High-Wired is the first volume in The Fine Line series, which sees acclaimed crime author Andrea Frazer move into the world of police procedurals.
The novel introduces us to DI Olivia Hardy, a firm but fair cop, and her new partner, DS Lauren Groves. Their wildly different backgrounds and styles of policing cause problems at first, but the two women bond over a shared love of music, and over the pressures of juggling complicated family lives with the horrors of the job. Both women try to reconcile their problematic family lives – Olivia’s issues with her teenage children, Lauren’s collapsing marriage – with the demands of a job that requires heart and soul. Their beat is a decaying coastal town in the south of England – a shadow of its Victorian glory – and criminals are lurking even where you’d least expect them. As Olivia and Lauren investigate a harrowing murder, the events of the case spiral – and so do the issues in their personal lives …
An ex-member of Mensa (bored!),Andrea Frazer is married, with four grown-up children, and lives in the Dordogne with her husband Tony and their seven cats. She has wanted to write since she first began to read at the age of five, but has been a little busy raising a family and working as a lecturer in Greek (she has a Fellowship Diploma in Greek), and teaching music. Apart from writing, Andrea continues to teach music, and now also teaches French to ex-pats. Her interests include playing several instruments (but not all at the same time!), reading, and choral singing (she sings with two choirs in a nearby town). In her spare time, she breathes!
Perhaps a score of 2 is a bit unfair but I cant bring myself to go to a three.
I really like most of Andrea Frazer's characters with, of course, the wonderful Lady Amanda Lightly at the top of the list.
But not this one. Pompous, not very clever and fairly one dimensional central characters who seem to have received their police training by watching TV crime shows. Drug linked murders with a brutality that added nothing to the thin storyline pursued.
Another reviewer mentioned that they lost count of the numbers of bottles of wine consumed by these two in only a few days and I would add the number of elicit prescription sleeping tablets without a hint of irony between this and tut tutting the criminal drug trade.
Insite, humility and humor might have turned this into an interesting (though very black) comedy.
I had a difficult time liking these women but by the end I was able to see Andrea's style start emerging.I will read the next book as she was a favorite author and created the best in Falconer files.
This book was the most miserable effort I have read this year at least I got to the end I was so bored I was counting how many bottles of wine they got through
Very interesting new mystery series from Ms.
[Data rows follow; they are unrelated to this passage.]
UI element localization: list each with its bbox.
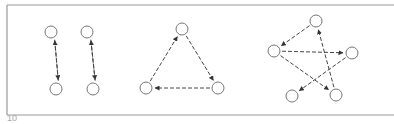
- directed-edge: [186, 36, 213, 80]
- graph-node: [212, 82, 224, 94]
- directed-edge: [150, 37, 177, 81]
- graph-node: [286, 90, 298, 102]
- graph-node: [310, 15, 322, 27]
- graph-node: [346, 47, 358, 59]
- graph-node: [81, 26, 93, 38]
- graphs-layer: [45, 15, 358, 102]
- graph-node: [268, 45, 280, 57]
- graph-node: [330, 89, 342, 101]
- directed-edge: [318, 30, 334, 88]
- directed-graph-figure: [0, 0, 394, 124]
- graph-node: [140, 82, 152, 94]
- directed-edge: [282, 51, 343, 53]
- graph-node: [50, 83, 62, 95]
- graph-node: [87, 83, 99, 95]
- directed-edge: [281, 56, 329, 90]
- graph-node: [45, 26, 57, 38]
- graph-five-cycle-star: [268, 15, 358, 102]
- graph-two-cycle-a: [45, 26, 62, 95]
- directed-edge: [281, 26, 309, 46]
- graph-node: [176, 23, 188, 35]
- graph-three-cycle: [140, 23, 224, 94]
- figure-number-label: 10: [7, 113, 17, 123]
- graph-two-cycle-b: [81, 26, 99, 95]
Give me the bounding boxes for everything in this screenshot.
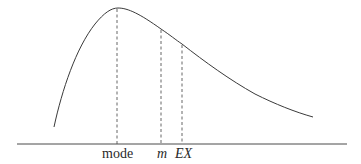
mean-label: EX <box>175 147 192 161</box>
mode-label: mode <box>102 147 133 161</box>
median-label: m <box>157 147 167 161</box>
diagram-canvas <box>0 0 361 164</box>
density-curve <box>54 8 313 127</box>
skewed-distribution-diagram: mode m EX <box>0 0 361 164</box>
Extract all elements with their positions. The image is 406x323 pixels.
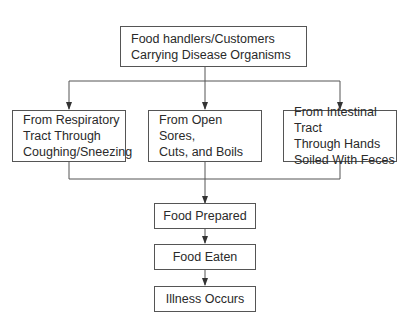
step-box-illness-occurs: Illness Occurs bbox=[154, 286, 256, 312]
step-label: Illness Occurs bbox=[155, 291, 255, 307]
step-box-food-prepared: Food Prepared bbox=[154, 203, 256, 229]
top-box-line-2: Carrying Disease Organisms bbox=[131, 47, 306, 63]
source-box-open-sores: From Open Sores, Cuts, and Boils bbox=[148, 110, 262, 162]
source-line: Coughing/Sneezing bbox=[23, 144, 125, 160]
step-label: Food Eaten bbox=[155, 249, 255, 265]
source-line: Cuts, and Boils bbox=[159, 144, 261, 160]
source-box-respiratory: From Respiratory Tract Through Coughing/… bbox=[12, 110, 126, 162]
step-box-food-eaten: Food Eaten bbox=[154, 244, 256, 270]
top-box-line-1: Food handlers/Customers bbox=[131, 31, 306, 47]
source-line: Through Hands bbox=[294, 136, 396, 152]
top-box-food-handlers: Food handlers/Customers Carrying Disease… bbox=[120, 26, 307, 67]
source-line: From Open Sores, bbox=[159, 112, 261, 144]
source-line: From Respiratory bbox=[23, 112, 125, 128]
source-line: Tract Through bbox=[23, 128, 125, 144]
source-box-intestinal: From Intestinal Tract Through Hands Soil… bbox=[283, 110, 397, 162]
step-label: Food Prepared bbox=[155, 208, 255, 224]
source-line: Soiled With Feces bbox=[294, 152, 396, 168]
source-line: From Intestinal Tract bbox=[294, 104, 396, 136]
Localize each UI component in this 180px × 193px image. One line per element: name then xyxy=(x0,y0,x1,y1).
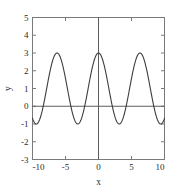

Frazer. Excellent depiction of characters, showing the private as well as professional lives of two female police officers. Lots of action and suspense with some humour thrown in. I'm very much looking forward to the continuing adventures of "Lauren and Hardy."
I am a great fan of the Falconer Books, so I eagerly bought this first one in a new series by Andrea Frazer, I tried but gave up before the end. Stereotype characters in stereotype situations, and silly pun names. Very disappointed.